NEP influenced the non-visual arts as well. In music, important emigrations weakened the ranks of classical composers, despite the emergence of Dmitrii Shostakovich in the mid-1920s. In popular culture, while Nepmen supported pre-revolutionary forms, jazz made its first inroads, but met with a mixed review from the party. In literature, the situation was different. A variety of poets and satirists—Vladimir Mayakovsky, Sergei Esenin, Boris Pasternak, Osip Mandelshtam, Anna Akhmatova, Marina Tsvetaeva, Mikhail Zoshchenko—evoked every emotion, from shocking society out of its bourgeois complacency to scoring the foibles of the new regime. Fedor Gladkov’s Cement was the first proletarian novel, but many others soon delved into the revolutionary experience. New works recounted heroic events and employed the genre of science fiction to put forward utopian and dystopian visions.

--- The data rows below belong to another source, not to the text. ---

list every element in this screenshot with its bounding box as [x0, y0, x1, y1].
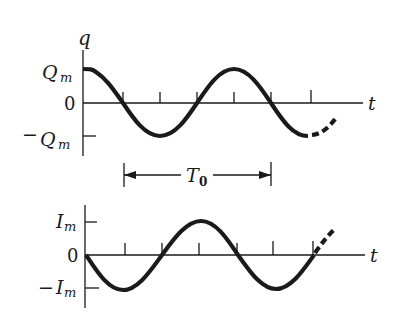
current-time-ticks: [125, 241, 313, 255]
lc-oscillation-diagram: q t Q m 0 − Q m T 0: [0, 0, 396, 320]
current-time-label: t: [370, 244, 378, 266]
svg-text:m: m: [60, 70, 72, 85]
svg-text:Q: Q: [42, 61, 58, 83]
qm-label: Q m: [42, 61, 72, 85]
svg-text:−: −: [22, 123, 38, 145]
charge-time-ticks: [123, 90, 311, 103]
svg-text:m: m: [58, 137, 70, 152]
svg-text:I: I: [55, 210, 64, 232]
period-sub: 0: [199, 175, 207, 189]
svg-text:Q: Q: [40, 128, 56, 150]
svg-text:m: m: [64, 285, 76, 300]
im-label: I m: [55, 210, 76, 234]
arrow-left-icon: [124, 171, 136, 179]
charge-zero-label: 0: [64, 93, 75, 114]
svg-text:−: −: [38, 276, 54, 298]
arrow-right-icon: [259, 171, 271, 179]
neg-im-label: − I m: [38, 276, 76, 300]
charge-time-label: t: [368, 92, 376, 114]
charge-axis-label: q: [78, 26, 91, 50]
charge-plot: q t Q m 0 − Q m: [22, 26, 376, 156]
current-curve-dashed: [315, 228, 336, 253]
current-zero-label: 0: [67, 245, 78, 266]
charge-curve-dashed: [312, 116, 337, 135]
period-marker: T 0: [124, 162, 271, 189]
svg-text:I: I: [55, 276, 64, 298]
period-label: T: [186, 164, 200, 186]
svg-text:m: m: [64, 219, 76, 234]
neg-qm-label: − Q m: [22, 123, 70, 152]
current-plot: t I m 0 − I m: [38, 205, 378, 308]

By the late 1920s, however, eclecticism in the arts came under as much fire as did gradualism in other spheres. Militants in the Komsomol, Institute of Red Professors, and a number of organizations such as RAPP (Russian Association of Proletarian Writers) grew impatient and pressed for a more rapid adoption of proletarian values. Youthful exuberance, idealism, and the results of protracted exposure to state propaganda inspired confrontations over a correct social politics and led to the removal of gradualists and the former bourgeoisie from positions of influence. In short, the pre-conditions of Stalinism that had emerged in politics and economics converged with a predisposition towards cultural revolution. At the end of the decade, the strategy of creating a new world-view shifted from inculcation to imposition.